HALIFAX -- Tibor Lukacs remembers the day he first set foot inside Pier 21 as a young Hungarian refugee -- and the many days and nights he spent at the immigration facility in the months that followed.
"I lived in this particular building for five and a half months when we arrived in Canada in 1958," said Lukacs.
"In a way, I call it home."
The newly-renovated Canadian Museum of Immigration at Pier 21 in Halifax officially reopened Thursday, following a $30 million expansion.
The building on the Halifax waterfront was the entry point for close to one million immigrants to Canada between 1928 and 1971.
When he arrived as a child, Lukacs says there were no other accommodations available so he was housed at the immigration facility.
"We were given everything, for which we are very grateful," he said, fondly recalling walking to his new school each day from the pier.

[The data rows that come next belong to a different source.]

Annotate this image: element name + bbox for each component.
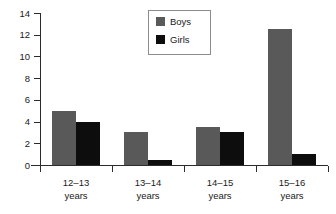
- y-axis-tick-label: 2: [6, 139, 30, 148]
- bar-boys-group-0: [52, 111, 76, 165]
- y-axis-tick-label: 12: [6, 30, 30, 39]
- y-axis-tick-label: 4: [6, 117, 30, 126]
- y-axis-tick-label: 6: [6, 95, 30, 104]
- x-axis-tick: [256, 166, 257, 172]
- bar-girls-group-2: [220, 132, 244, 165]
- legend-label-boys: Boys: [170, 17, 191, 27]
- legend-label-girls: Girls: [170, 35, 190, 45]
- bar-girls-group-1: [148, 160, 172, 165]
- x-axis-tick: [184, 166, 185, 172]
- legend: Boys Girls: [148, 10, 211, 55]
- girls-swatch-icon: [156, 35, 165, 44]
- bar-boys-group-1: [124, 132, 148, 165]
- bar-chart: 02468101214 12–13 years13–14 years14–15 …: [0, 0, 336, 214]
- x-axis-tick: [328, 166, 329, 172]
- bar-girls-group-0: [76, 122, 100, 165]
- x-axis-label-group-3: 15–16 years: [256, 177, 328, 202]
- y-axis-tick-label: 10: [6, 52, 30, 61]
- y-axis-tick-label: 8: [6, 74, 30, 83]
- x-axis-tick: [112, 166, 113, 172]
- legend-item-girls: Girls: [156, 35, 190, 45]
- legend-item-boys: Boys: [156, 17, 191, 27]
- x-axis-label-group-0: 12–13 years: [40, 177, 112, 202]
- x-axis-label-group-1: 13–14 years: [112, 177, 184, 202]
- x-axis-line: [31, 165, 328, 166]
- x-axis-label-group-2: 14–15 years: [184, 177, 256, 202]
- bar-boys-group-3: [268, 29, 292, 165]
- y-axis-tick-label: 0: [6, 161, 30, 170]
- bar-girls-group-3: [292, 154, 316, 165]
- x-axis-tick: [40, 166, 41, 172]
- boys-swatch-icon: [156, 17, 165, 26]
- bar-boys-group-2: [196, 127, 220, 165]
- y-axis-tick-label: 14: [6, 9, 30, 18]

This week he came back to Halifax from Ontario to attend the reopening ceremony after the museum's expansion.
"It's absolutely awesome ... you need lots of time to go through this and decipher it bit by bit and reflect on what you have experienced," said Lukacs.
The immigration facility was restored as a heritage site in the 1990s, a project spearheaded by Ruth Goldbloom.
Born in Cape Breton to a Russian immigrant mother, Goldbloom helped establish the museum in 1999. It opened as the country's national immigration museum in 2011, the year before Goldbloom died.
"I can't even begin to articulate the joy she would have felt to have witnessed the expansion of the building," said her daughter Barbara Goldbloom Hughes after the ceremony on Thursday.
"When my mother first became involved it just absorbed her every waking moment ... We really had no idea of the scope of what she was undertaking."
Julian Fantino, associate minister of National Defence, spoke at the ceremony of his own experience passing through Pier 21 as a child in 1953 when his family immigrated from Italy.
"For me it's a trip back in time and it's indeed a very personal one," Fantino said.
"Most people arrived here, as I did with my family, with nothing more than the determination to succeed and a desire to build and to continue to contribute."
Renovations at Pier 21 include a new permanent exhibit on the past four centuries of immigration to Canada and updates to the existing exhibit on the building's history as a point of entry for immigrants.